Stored items:
#####

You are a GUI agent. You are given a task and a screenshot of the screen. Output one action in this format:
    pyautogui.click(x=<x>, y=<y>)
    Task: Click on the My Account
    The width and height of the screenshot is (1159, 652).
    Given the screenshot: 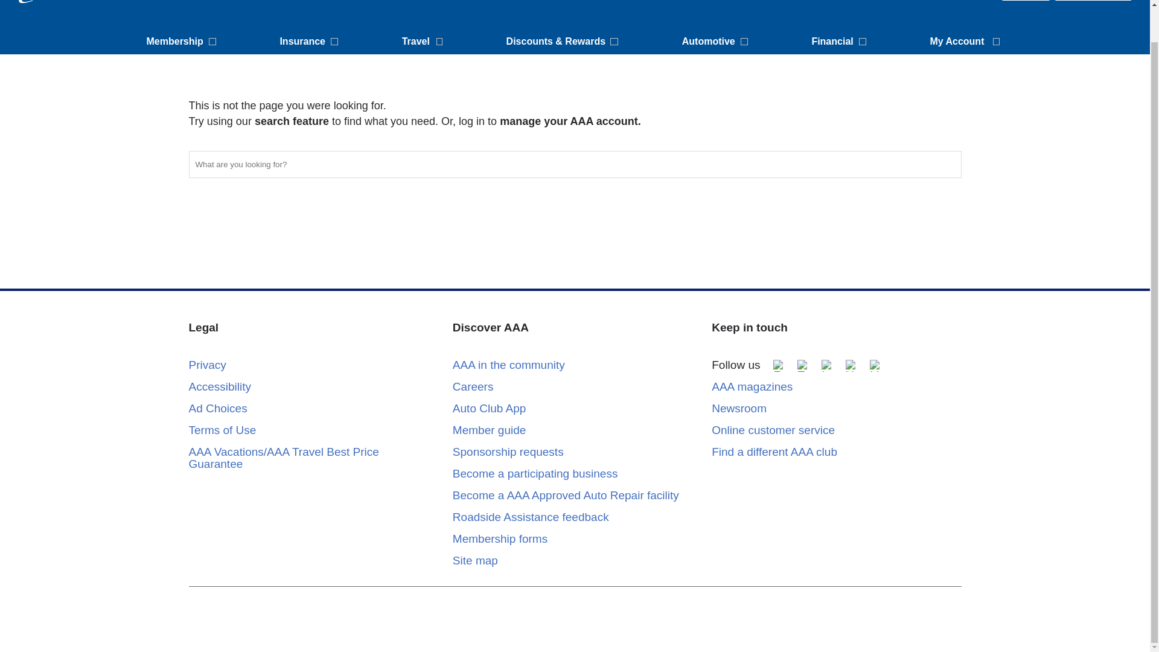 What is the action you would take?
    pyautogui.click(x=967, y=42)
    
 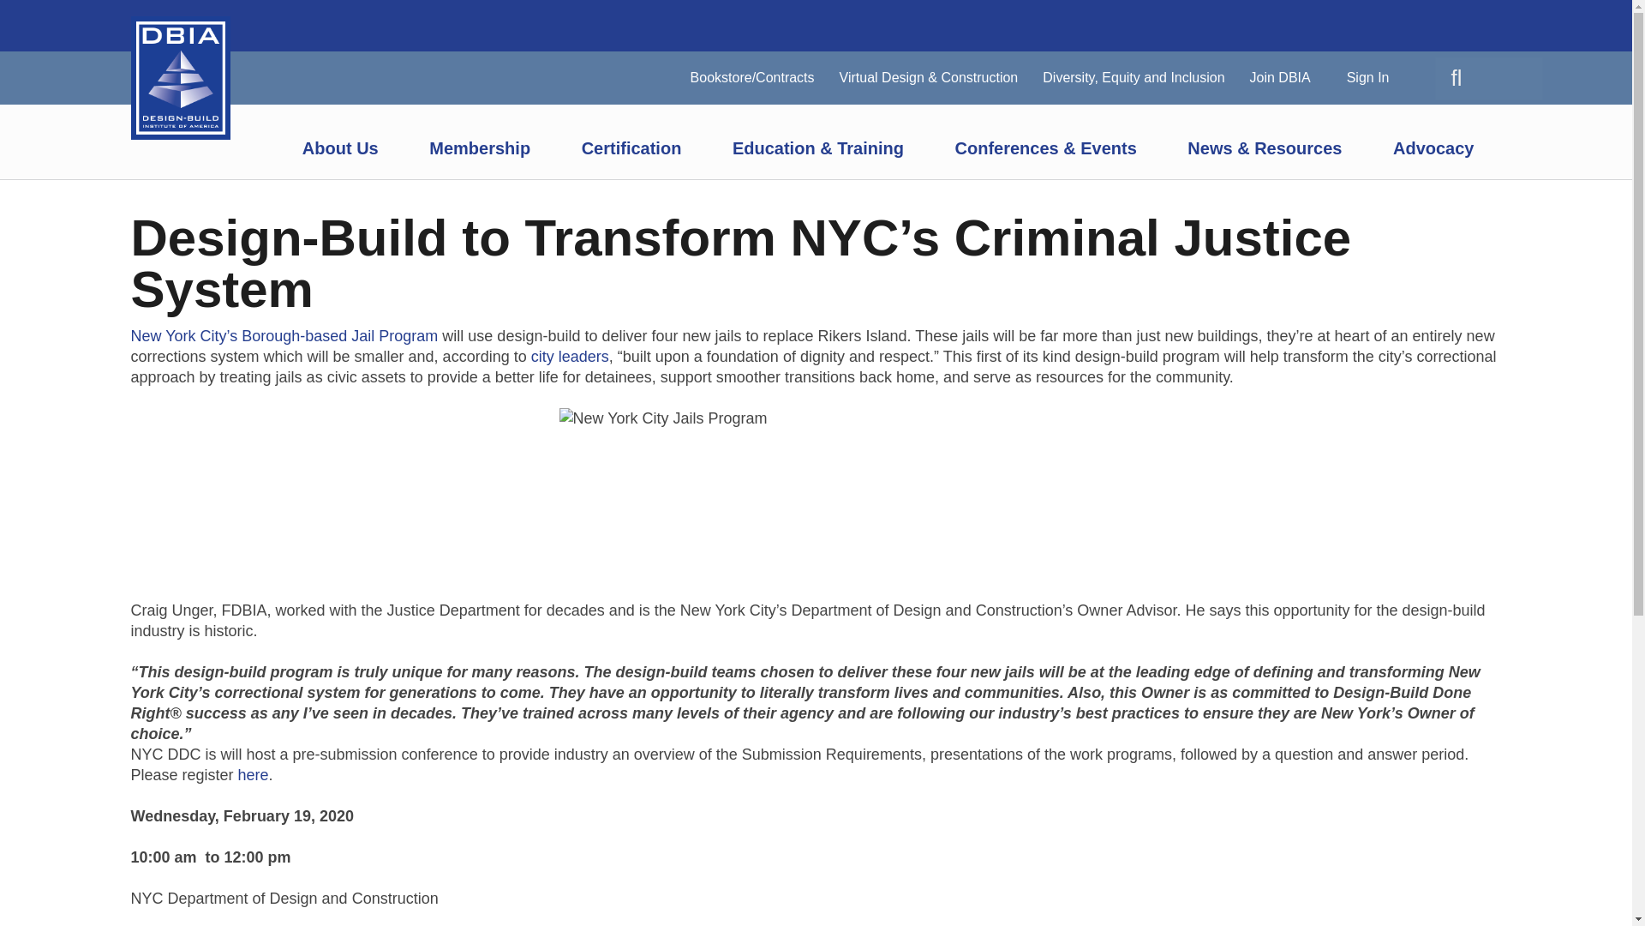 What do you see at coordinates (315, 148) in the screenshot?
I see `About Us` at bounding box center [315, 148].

#####

GOAL OF THE EXERCISE —
Please output an exact copy of the lines above, from the opening line of the data down to the line that contains "The width and".

OUTPUT BELOW —
You are a GUI agent. You are given a task and a screenshot of the screen. Output one action in this format:
    pyautogui.click(x=<x>, y=<y>)
    Task: Click on the My Account
    The width and height of the screenshot is (1159, 652).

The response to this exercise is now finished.